Listen carefully to the tone and energy of the responses — not just the content. Hesitation, vagueness, or a sudden shift to carefully diplomatic language after a warm opening tells you something. A previous employer who is genuinely enthusiastic about a former team member speaks differently from one who is choosing their words with care.
Note that in some jurisdictions, previous employers limit what they will say for legal reasons. If you encounter this, try asking whether they would rehire the person — a yes or no answer to that specific question is usually forthcoming and tells you a great deal.
Step Eight — Make the Offer in Writing
Every job offer should be made in writing — not as a formality, but as a genuine protection for both parties. A written offer that is accepted in writing creates a clear record of what was agreed before the employment relationship begins.
The written offer should cover the role title and a summary of responsibilities, the start date, the compensation structure including base wage and any commission or bonus arrangements, the weekly hours and scheduling expectations, the probation period length and what it involves, and any other conditions specific to your salon such as dress code or non-solicitation provisions.
Verbal offers feel faster but create ambiguity. A candidate who accepts a verbal offer and then arrives on their first day with different expectations about pay, hours, or role scope has been set up to fail by a process that was too informal to catch the misalignment before it happened.
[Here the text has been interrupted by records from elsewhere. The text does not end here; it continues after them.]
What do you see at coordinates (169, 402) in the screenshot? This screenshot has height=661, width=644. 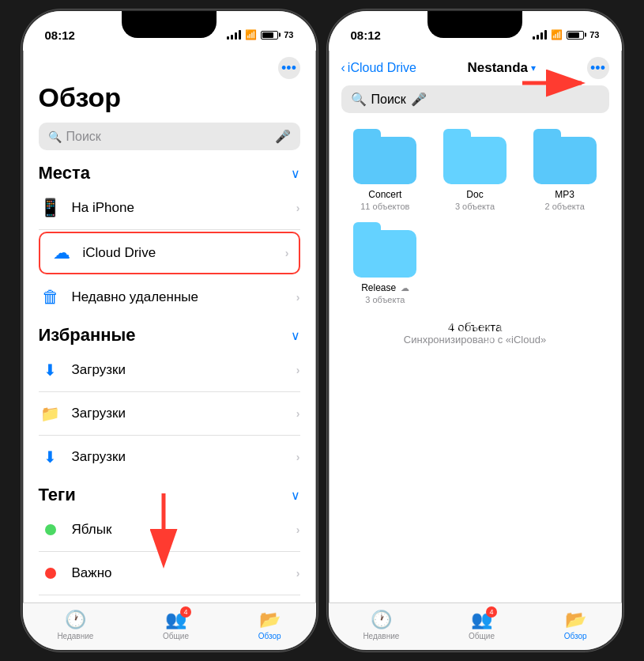 I see `favorites-section: Избранные ∨ ⬇ Загрузки › 📁 Загрузки › ⬇ …` at bounding box center [169, 402].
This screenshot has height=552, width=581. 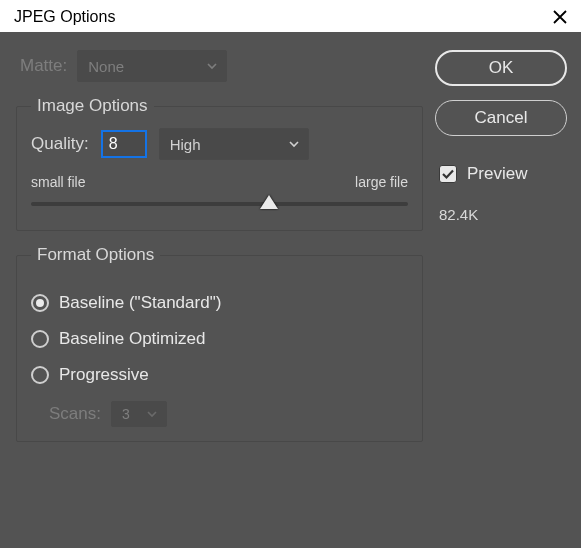 I want to click on scans-label: Scans:, so click(x=75, y=414).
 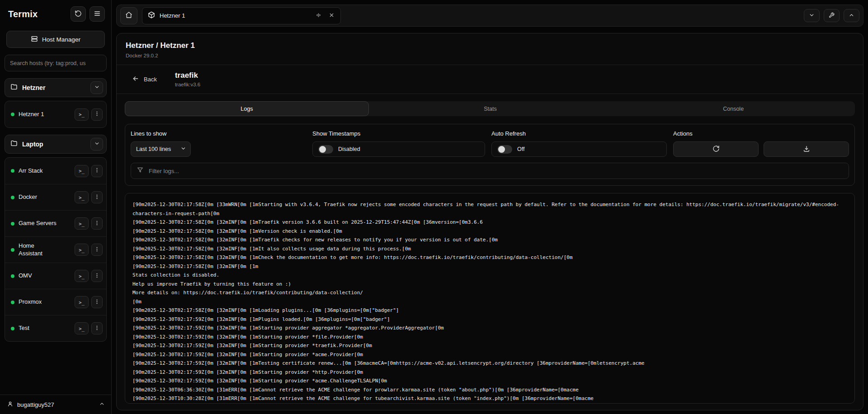 What do you see at coordinates (156, 149) in the screenshot?
I see `lines-to-show-value: Last 100 lines` at bounding box center [156, 149].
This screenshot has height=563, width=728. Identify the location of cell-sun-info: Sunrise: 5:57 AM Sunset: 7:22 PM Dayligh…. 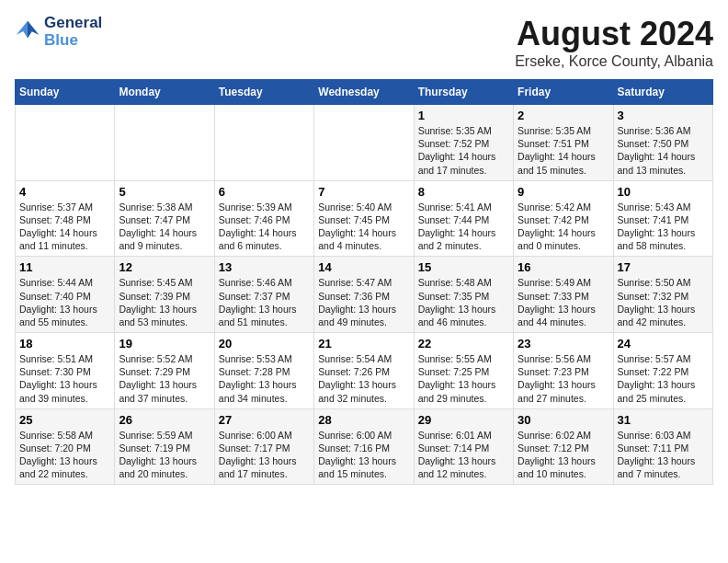
(664, 379).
Make the offer, give the candidate a reasonable time to consider it, and ask for a written acceptance before you confirm the start date and begin onboarding preparation.
Step Nine — Onboard Thoroughly
The hire does not end on day one. The first 30 to 90 days of a new team member's time in your salon are the highest-risk period for early departure — and the period when most salons invest the least in structured support.
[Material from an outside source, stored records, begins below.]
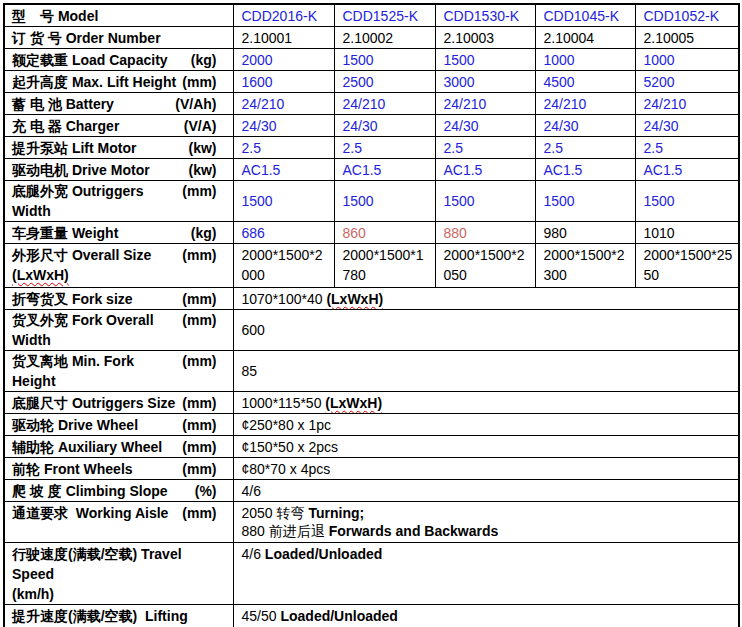 The width and height of the screenshot is (742, 627). What do you see at coordinates (114, 564) in the screenshot?
I see `label-text: 行驶速度(满载/空载) Travel Speed` at bounding box center [114, 564].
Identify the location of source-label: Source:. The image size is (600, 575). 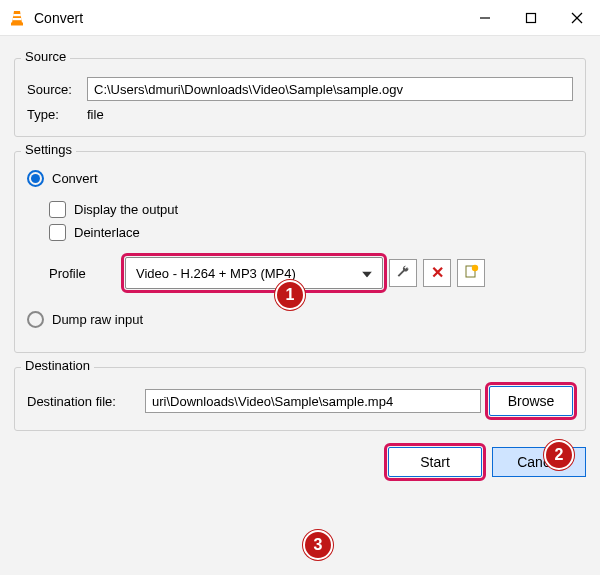
(57, 90).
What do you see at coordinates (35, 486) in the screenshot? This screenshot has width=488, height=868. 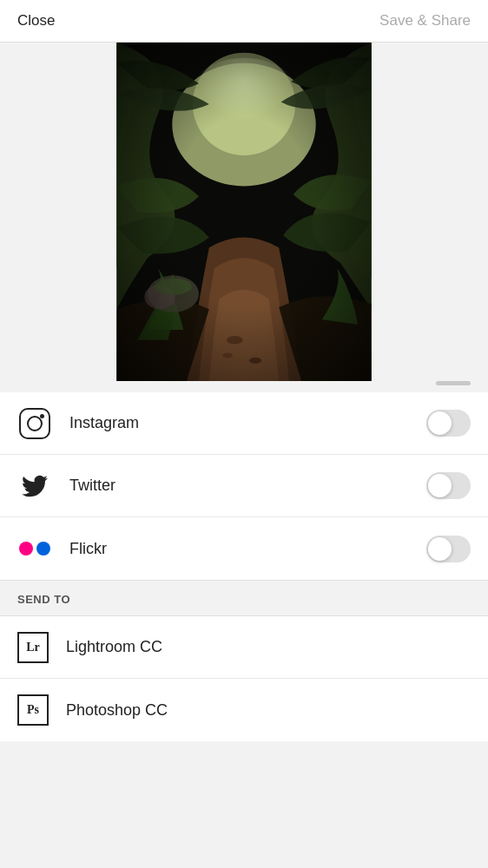 I see `twitter-logo` at bounding box center [35, 486].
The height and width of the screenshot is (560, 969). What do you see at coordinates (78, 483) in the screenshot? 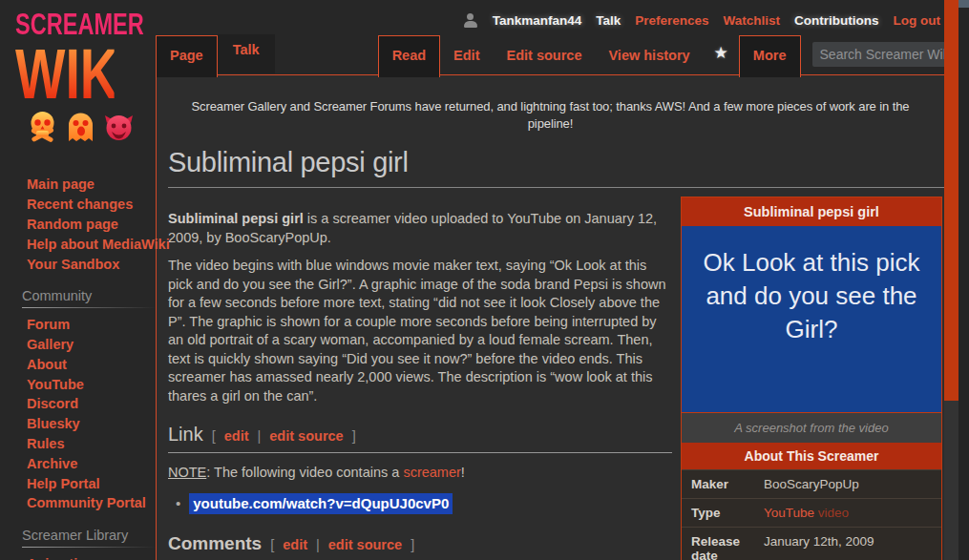
I see `sidebar-item-help-portal: Help Portal` at bounding box center [78, 483].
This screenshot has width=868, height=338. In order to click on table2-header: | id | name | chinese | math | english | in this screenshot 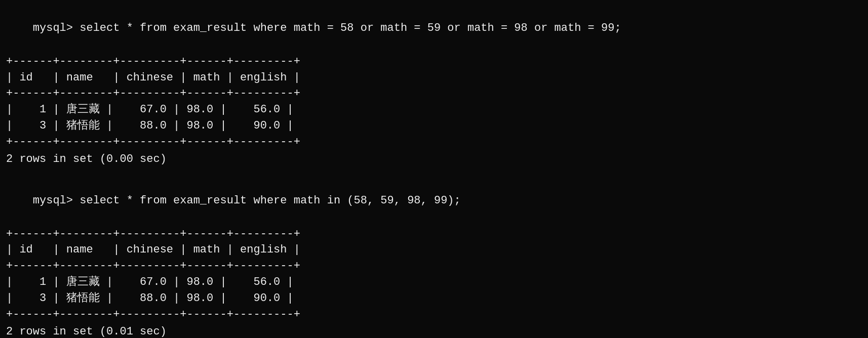, I will do `click(434, 250)`.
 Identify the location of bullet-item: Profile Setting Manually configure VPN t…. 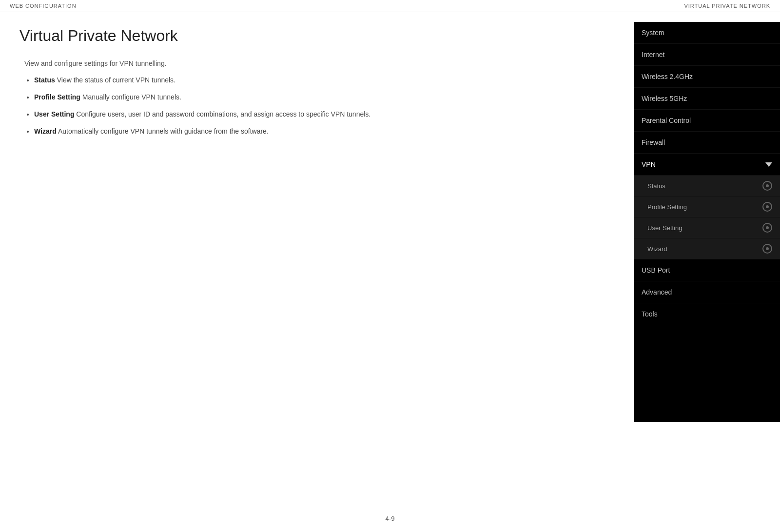
(324, 98).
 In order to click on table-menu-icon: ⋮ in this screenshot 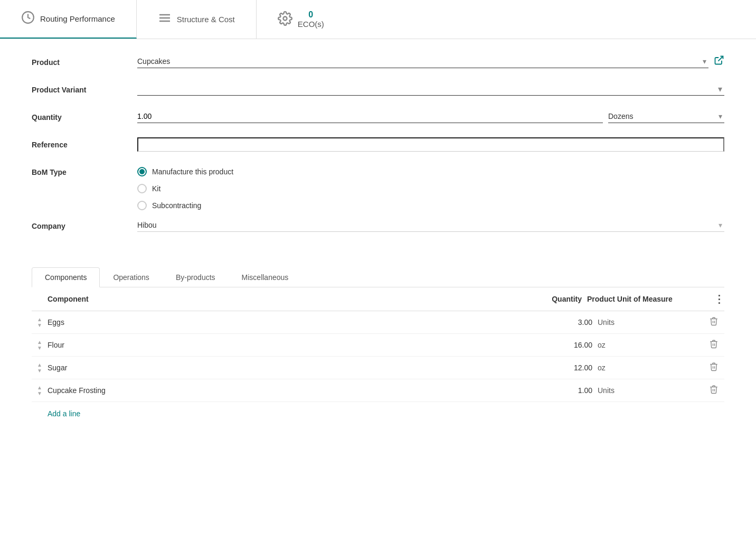, I will do `click(719, 299)`.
A new team member who arrives to find no clear plan for their first week, no introduction to systems and standards, and no dedicated support will quickly feel that they made the wrong choice. The effort you invested in hiring them carefully is wasted if the onboarding experience does not reflect the same care and intention.
A basic 90-day onboarding structure covers orientation and culture in week one, systems and process familiarisation in weeks two to four, a first performance check-in at the end of month one, and a full 90-day review that confirms permanent employment and sets development goals for the next quarter.
The full onboarding framework and what it covers in practice is detailed in the salon staff management guide on SalonSmartz — which also covers how to set performance expectations, build team culture, and manage ongoing education as part of a complete staff management system.
Hiring Is a Skill — Build It Deliberately

The salon owners who build the strongest teams are not lucky. They have developed hiring as a deliberate skill — one that involves a structured process, honest self-knowledge about what their salon is and who fits it, and the discipline to hold the standard even under pressure to fill a gap quickly.
If your current approach to hiring is reactive and informal, the good news is that every element of the process above can be implemented incrementally. Start with the role definition. Then improve the job ad. Then introduce the trial day. Each improvement compresses the gap between who you hire and who actually thrives in your salon.
If you want to work through your hiring process, team structure, and broader staff management approach with someone who has built and sustained a high-performing salon team for over 25 years, the SalonSmartz coaching program covers all of this as part of the team building module. Book a free 30-minute discovery call with Peter Ciardulli at salonsmartz.com to start the conversation.